Scotland bans Lords from Holyrood at next election
No more Lords in Holyrood. Scotland has approved regulations that stop members of the House of Lords from sitting as MSPs, part of a wider clean‑up of “double‑jobbing” ahead of the next Holyrood vote. Ministers say the move keeps Holyrood fully elected and answerable to voters, not appointees. Scottish Government papers confirm the policy follows this year’s consultation on ending dual mandates.
The change is made under section 4 of the Scottish Elections (Representation and Reform) Act 2025 and works by amending the Scotland Act 1998 so that being a peer is a disqualification from the Scottish Parliament. The Scottish Parliament’s Standards, Procedures and Public Appointments Committee backed the draft regulations on 2 October, clearing the way for final approval.
Practically, the new bar will bite at the next Holyrood election, due in spring 2026 unless the date is shifted within the usual one‑month window. Parties selecting candidates now have to assume peers can’t run for Holyrood.
There’s a short cooling‑off window for anyone switching roles. If a peer wins a Holyrood seat, they have 14 days from being returned to decide. If an MSP is elevated to the Lords, they have 14 days from taking the Lords oath to choose. The Scottish Parliament’s official record sets out those timelines and the reasoning that the Lords is unelected.
Why this matters beyond the Border is clear enough. The North has watched Scotland press on with clearer rules for devolved politics while England’s arrangements remain patchy. It’s routine here for regional leaders to sit in the Lords: Tees Valley’s Ben Houchen, made a life peer in 2023, serves as both mayor and peer. Scotland has drawn a line; England hasn’t.
This Lords rule lands alongside two related measures from the same Act. Separate regulations disqualify MPs who don’t resolve a clash within 49 days, and create new limits for MSPs who also serve as councillors (with an exception to let councillors finish terms close to local elections). Equality impact papers published by the Scottish Government set out those details.

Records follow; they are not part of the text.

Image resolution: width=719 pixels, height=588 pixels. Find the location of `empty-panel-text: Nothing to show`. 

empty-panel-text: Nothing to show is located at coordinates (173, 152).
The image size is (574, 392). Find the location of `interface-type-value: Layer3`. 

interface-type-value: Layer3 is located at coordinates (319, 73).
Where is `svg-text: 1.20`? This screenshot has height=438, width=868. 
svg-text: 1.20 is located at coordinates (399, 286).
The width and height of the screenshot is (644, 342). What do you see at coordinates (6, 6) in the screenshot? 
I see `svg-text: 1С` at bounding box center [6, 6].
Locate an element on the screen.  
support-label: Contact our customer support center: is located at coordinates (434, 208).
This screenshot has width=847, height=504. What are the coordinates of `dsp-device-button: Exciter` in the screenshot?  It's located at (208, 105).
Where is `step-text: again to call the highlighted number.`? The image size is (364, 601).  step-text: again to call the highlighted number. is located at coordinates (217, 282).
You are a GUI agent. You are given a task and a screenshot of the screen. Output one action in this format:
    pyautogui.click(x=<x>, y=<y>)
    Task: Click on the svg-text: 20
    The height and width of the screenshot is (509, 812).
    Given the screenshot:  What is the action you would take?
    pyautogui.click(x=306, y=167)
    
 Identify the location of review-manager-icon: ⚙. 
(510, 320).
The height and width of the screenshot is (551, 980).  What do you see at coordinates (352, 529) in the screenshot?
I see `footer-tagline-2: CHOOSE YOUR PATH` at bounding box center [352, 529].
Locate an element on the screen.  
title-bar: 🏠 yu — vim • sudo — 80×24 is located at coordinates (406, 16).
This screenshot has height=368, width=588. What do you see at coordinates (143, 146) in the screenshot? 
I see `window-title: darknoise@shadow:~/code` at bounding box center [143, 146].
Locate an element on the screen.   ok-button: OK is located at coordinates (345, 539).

Politically, the direction of travel has been cross‑party for months. The Act enabling these regulations gained Royal Assent in January and its disqualification powers commenced on 14 April 2025, with committee sign‑off for the draft instruments given unanimously in early October. That sequence underlines broad agreement that Holyrood should be a single, full‑time mandate.
For Northern readers, the takeaway is straightforward. Scotland is tightening accountability in devolved government while Westminster still leans on an unelected second chamber. If the North is serious about deeper devolution, this is the kind of line‑drawing-one job at a time-that will come onto our patch too.
The practical message for parties and campaigners from Cumbria to Tyneside is to plan on clean mandates. If you hold a peerage, Holyrood is off the table from the next election. If you aim for Holyrood, you won’t be keeping a seat in the Lords. The rules are now written down-in legislation.gov.uk and in the Parliament’s own record-and the timetable to 2026 has started.